Black students, who made untold selfless sacrifices to lay the institutional foundations of Black Studies, held very strong views and opinions about what they wanted, though they generally lacked the knowledge and experience necessary to achieve what they envisioned. Furthermore, they usually did not receive support from their black professors, as of the few blacks who filled faculty and staff roles at predominantly white colleges and universities, many did not subscribe to the creation of Black Studies departments, divisions, programs, and so on. Given the small cadre of black faculty and staff who shared the sentiments of the students concerning the institutionalization of Black Studies, it was the desires, demands, and pressure of black students that were foremost in impelling largely white administrators and faculty to establish Black Studies on their campuses.

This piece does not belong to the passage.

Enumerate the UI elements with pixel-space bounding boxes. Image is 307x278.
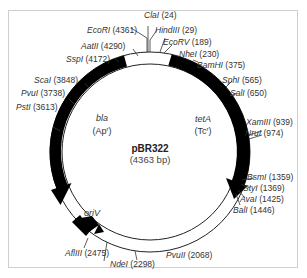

The Source of the Name Issue
At a time when black students routinely called one another brother and sister, the Afro hairstyle was very popular, the saying “black is beautiful” was a commonplace, and the concept of black power was highly evocative for blacks as well as whites, there were those who saw Black Studies as fundamentally a study of U.S. history and society designed to empower black people individually and black communities generally. Black Studies was thus study and action in regard to black people in the United States. It was at once a movement, an ideology, an academic initiative, and a form of community action. Black Studies sought to end the neglect and correct distortions in the study of black Americans.